The audience cheered heartily, but had been primed by a show jammed with spectacular, emotional performances many of the Streets’s greatest talents, all of whom were working gratis. The concert was timed to coincide with the inauguration of Donald J. Trump and has a strong anti-Trump theme, and it was the first of a monthly series to raise funds for groups under threat by the incoming Administration: The NAACP, Planned Parenthood, the Southern Poverty Law Center, the National Immigration Law Center and the Sierra Club Foundation.
The roster of performers included Jessie Mueller, who sang the title Carole King song from Beautiful; Betty Buckley, who sang a powerful cover of Peter Gabriel’s “Don’t Give Up”; Kelli O’Hara countering the mood with “Cockeyed Optimist” from South Pacific, and Brian Stokes Mitchell with deeply felt renditions of “America The Beautiful” and “Wheels Of A Dream” from Ragtime. Judy Kuhn powerfully reprised “Colors Of The Wind,” the song she originally sang for the Disney animated film Pocahontas. Billy Porter singing a completely unexpected, unique take on “Edelweiss” from The Sound Of Music.
Rosie Perez drew laughs and nods with her call to arms over the coming threat to America’s poor (“We have a secretary of housing who says poverty is a choice. My ass didn’t choose to be poor”), and there were several equally moving speeches from the supported groups and stand-up from comedians Judy Gold and Caroline Rhea.
But for sheer emotional impact and a kind of closure on a day that was notably hard in a corner of the country that felt isolated from the events in front of the Capitol, performances by three legends made at least temporary cockeyed optimists of all:
Chita Rivera, resplendent and indomitable, sang leonard Bernstein and Stephen Sondheim’s
“America” from West Side Story.
Lillias White tore through Jule Styne and Bob Merrill’s “Don’t Rain On My Parade” from Funny Girl.
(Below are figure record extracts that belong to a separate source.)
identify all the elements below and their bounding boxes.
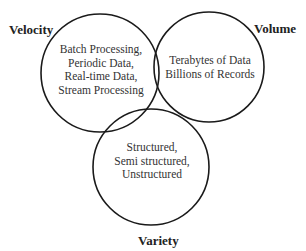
volume-item: Billions of Records (160, 68, 260, 82)
variety-item: Semi structured, (110, 155, 194, 169)
velocity-item: Real-time Data, (58, 70, 144, 84)
velocity-item: Stream Processing (58, 84, 144, 98)
velocity-item: Periodic Data, (58, 57, 144, 71)
velocity-label: Velocity (9, 22, 53, 38)
variety-item: Unstructured (110, 168, 194, 182)
volume-label: Volume (254, 21, 296, 37)
velocity-items: Batch Processing, Periodic Data, Real-ti… (58, 43, 144, 97)
volume-item: Terabytes of Data (160, 54, 260, 68)
velocity-item: Batch Processing, (58, 43, 144, 57)
variety-item: Structured, (110, 141, 194, 155)
volume-items: Terabytes of Data Billions of Records (160, 54, 260, 81)
variety-items: Structured, Semi structured, Unstructure… (110, 141, 194, 182)
variety-label: Variety (138, 233, 179, 249)
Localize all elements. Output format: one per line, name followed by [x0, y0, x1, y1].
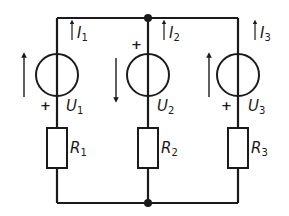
current-label-1: I1 — [77, 24, 88, 43]
top-node — [144, 14, 152, 22]
source-label-1: U1 — [66, 97, 83, 116]
resistor-3 — [228, 128, 248, 168]
current-label-2: I2 — [169, 24, 180, 43]
circuit-diagram: I1 I2 I3 + + + U1 U2 U3 R1 R2 R3 — [0, 0, 289, 216]
resistor-label-3: R3 — [251, 139, 268, 158]
resistor-label-1: R1 — [70, 139, 87, 158]
current-arrows — [72, 22, 255, 40]
plus-sign-1: + — [40, 98, 51, 113]
resistor-label-2: R2 — [161, 139, 178, 158]
resistor-1 — [47, 128, 67, 168]
bottom-node — [144, 199, 152, 207]
plus-sign-2: + — [131, 37, 142, 52]
plus-sign-3: + — [221, 98, 232, 113]
source-label-2: U2 — [157, 97, 174, 116]
resistor-2 — [138, 128, 158, 168]
wires — [57, 18, 238, 203]
source-label-3: U3 — [248, 97, 265, 116]
current-label-3: I3 — [260, 24, 271, 43]
voltage-arrows — [24, 55, 209, 100]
And Ben Vereen brought the crowd to its feet with a wrenching performance of Bob Thiele and George David Weiss’ “What A Wonderful World.” For the finale, the entire company surrounded Vereen to raise the roof with James Rado, Gerome Ragni and Galt MacDermot’s “Let The Sunshine In” from Hair.
The concert will be streamed again Sunday evening at 9 P.M. ET at concert4america2017.org.